You can't keep from rolling your eyes, but you nod.

* * * * *

You don't waste time getting away after you've taken out the garbage, and by seven forty-five you're at Chelsea's house. Chelsea comes running down the stairs almost before Mrs. Cooper has a chance to let you in, and she grabs you by the hand to haul you upstairs.

"Oh God, I'm so glad you're here," she says when she has you in her bedroom. She grabs you in a hug and presses her fact into your neck.

"What's wrong?"

"Oh, nothing." She looks up at you with a dreamy kind of smile. "Only Gordon and Steve were being total dickfaces this afternoon, tried telling me to keep you out of the loft."

"You told them I've been up there?"

"Well, Gordon knows! You were up there with Chelsea when you brought him back! And Steve—"

You're so struck by the way she just referred to herself in the third person that you don't even follow the rest of what she says. Must be because I told her she's a doppelganger, you muse. She thinks of the real girl as 'Chelsea' and herself as ... Well, you don't know what that would be.

"Is Kim coming over?" you ask.

"Yes. She's supposed to be here around eight-thirty. We're supposed to talk about some Spirit Club shit. Are you mad at me?"

"No. Why would I be mad at you?"

"I dunno. Maybe because on account of the way I ghosted you in the library last period at school?"

"You had to do that. You had to be in character."

Chelsea titters. "I know. I was awful. I was even thinking like Chelsea! Who's that lame-ass and why's he gawking at me? Then you got up and left and I thought Shit, I made him mad."

"Well, I wasn't, I was just late to class."

"I still think you must be mad at me."

"How come?"

She puckers up her pillowy lips.

"Because you haven't tried to kiss me yet."

* * * * *

So you kill almost twenty minutes by holding each other tight and exploring each other's mouths. You start off standing, then move onto the bed. Chelsea almost sets off a creamy explosion in your shorts when she reaches down to fondle your burgeoning erection.

"Chelsea always used to do that to Gordon," she calls out after you've retreated to the bathroom, where you hover near the sink with your trousers down while your throbbing peter decides whether to go all the way or go back to sleep. "It always used to piss him because she'd get him all stirred up, then wouldn't suck him off. 'But we're up here in my bedroom'," she mewls. "That's what she used to say. 'You can't keep quiet and then my mom will know what we're up to'. Do you think you could keep quiet, boss? Because I'd love to try—"

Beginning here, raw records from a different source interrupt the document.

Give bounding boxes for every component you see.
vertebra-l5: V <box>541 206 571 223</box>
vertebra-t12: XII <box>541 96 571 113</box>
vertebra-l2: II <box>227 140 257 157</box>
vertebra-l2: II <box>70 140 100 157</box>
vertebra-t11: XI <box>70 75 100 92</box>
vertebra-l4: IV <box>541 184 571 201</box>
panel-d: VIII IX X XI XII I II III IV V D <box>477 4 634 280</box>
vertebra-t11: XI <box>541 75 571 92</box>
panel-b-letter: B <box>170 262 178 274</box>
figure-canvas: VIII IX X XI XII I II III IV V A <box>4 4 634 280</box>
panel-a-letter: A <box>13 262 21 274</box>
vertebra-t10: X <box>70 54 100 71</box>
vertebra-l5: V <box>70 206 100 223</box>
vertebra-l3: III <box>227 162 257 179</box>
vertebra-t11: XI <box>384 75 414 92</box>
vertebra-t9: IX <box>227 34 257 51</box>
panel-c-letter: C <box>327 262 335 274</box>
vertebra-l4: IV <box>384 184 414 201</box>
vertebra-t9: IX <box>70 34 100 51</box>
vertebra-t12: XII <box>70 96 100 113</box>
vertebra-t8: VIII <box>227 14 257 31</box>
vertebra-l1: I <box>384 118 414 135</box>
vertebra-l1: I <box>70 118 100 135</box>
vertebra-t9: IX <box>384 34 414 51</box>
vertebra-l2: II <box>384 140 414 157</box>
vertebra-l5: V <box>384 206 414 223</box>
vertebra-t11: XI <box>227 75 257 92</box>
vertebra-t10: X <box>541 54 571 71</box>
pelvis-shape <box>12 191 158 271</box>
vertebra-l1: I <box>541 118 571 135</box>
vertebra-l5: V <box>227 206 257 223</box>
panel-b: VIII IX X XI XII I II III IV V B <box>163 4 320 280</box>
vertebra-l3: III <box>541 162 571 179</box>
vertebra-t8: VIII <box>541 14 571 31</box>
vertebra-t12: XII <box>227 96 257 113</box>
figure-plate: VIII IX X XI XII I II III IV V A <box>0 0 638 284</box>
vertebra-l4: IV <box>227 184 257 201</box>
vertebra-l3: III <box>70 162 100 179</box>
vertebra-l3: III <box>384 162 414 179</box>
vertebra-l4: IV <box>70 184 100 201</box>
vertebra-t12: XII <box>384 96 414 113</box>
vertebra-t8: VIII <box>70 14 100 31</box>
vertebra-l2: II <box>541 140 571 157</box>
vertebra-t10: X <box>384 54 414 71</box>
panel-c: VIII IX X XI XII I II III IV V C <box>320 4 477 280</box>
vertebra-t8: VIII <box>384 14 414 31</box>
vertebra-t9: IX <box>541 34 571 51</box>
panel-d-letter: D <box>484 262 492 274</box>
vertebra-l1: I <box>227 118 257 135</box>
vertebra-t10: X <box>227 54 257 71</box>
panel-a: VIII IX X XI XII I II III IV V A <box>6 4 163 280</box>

She's interrupted by the sound of a car pulling up outside. "Oh God, she's here!" Chelsea squeaks, and she's peering through the curtain when you look outside the bathroom. "How is this gonna work?"

"Just bring her up here," you order as you zip yourself up. Fortunately, Kim's arrival is the boner-killer you were striving for. "Get her to sit in the chair at your desk and—"

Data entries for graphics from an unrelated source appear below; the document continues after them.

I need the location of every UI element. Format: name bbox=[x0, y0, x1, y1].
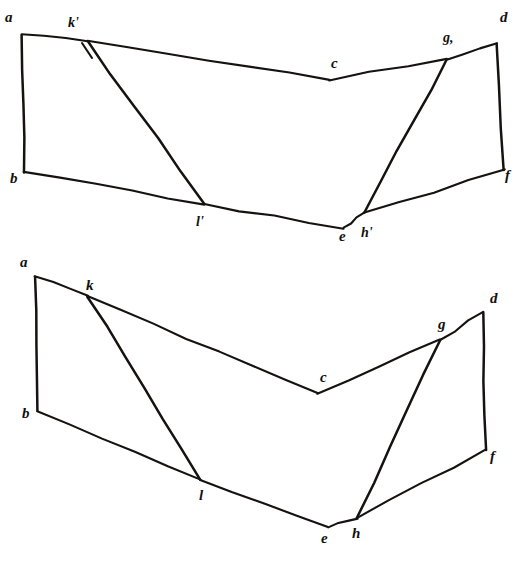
vertex-label-b-upper: b bbox=[10, 170, 18, 186]
vertex-label-c-upper: c bbox=[331, 55, 338, 71]
vertex-label-b-lower: b bbox=[22, 405, 30, 421]
vertex-label-a-upper: a bbox=[5, 9, 13, 25]
vertex-label-e-upper: e bbox=[339, 228, 346, 244]
vertex-label-h-lower: h bbox=[352, 525, 360, 541]
vertex-label-h-prime-upper: h' bbox=[361, 225, 373, 240]
vertex-label-k-lower: k bbox=[86, 277, 94, 293]
vertex-label-c-lower: c bbox=[320, 369, 327, 385]
vertex-label-d-lower: d bbox=[490, 290, 498, 306]
vertex-label-d-upper: d bbox=[500, 9, 508, 25]
vertex-label-g-lower: g bbox=[437, 316, 446, 332]
diagram-plate: ak'cg,dbl'eh'f akcgdblehf bbox=[0, 0, 523, 566]
vertex-label-l-prime-upper: l' bbox=[196, 214, 204, 229]
vertex-label-e-lower: e bbox=[321, 530, 328, 546]
plate-svg: ak'cg,dbl'eh'f akcgdblehf bbox=[0, 0, 523, 566]
vertex-label-a-lower: a bbox=[20, 254, 28, 270]
vertex-label-k-prime-upper: k' bbox=[68, 15, 79, 30]
vertex-label-g-prime-upper: g, bbox=[442, 30, 454, 45]
plate-background bbox=[0, 0, 523, 566]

Chelsea rushes out the door while you start unpacking your bag on the bed: mask, sealant, paste, a baggie with a clip of your hair in it, a lighter and a paint brush. You rub sweaty palms against each other as you pace the floor.

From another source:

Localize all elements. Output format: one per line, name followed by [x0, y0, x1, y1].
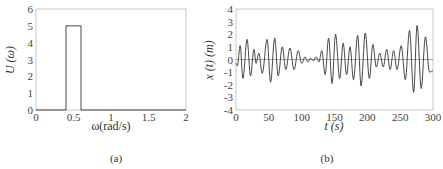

Footsteps in the hall herald the arrival of your victim. Chelsea enters, beaming at you, and Kim comes in after. It's like a punch to the gut to look her in the face as she smiles at you. I'm really going to do this, you think. At least, I guess I—

"I asked Will out here," Chelsea is saying, "because he seems like the average sort of Westside student who—"

But, moving as though in a dream, you've already snatched the mask off the bed and are advancing on Kim. She only has time to give a little start before you've wrapped one arm around her torso as with the other you push the mask onto her face.

Next: "Doppelgangers R UsOpen in new Window.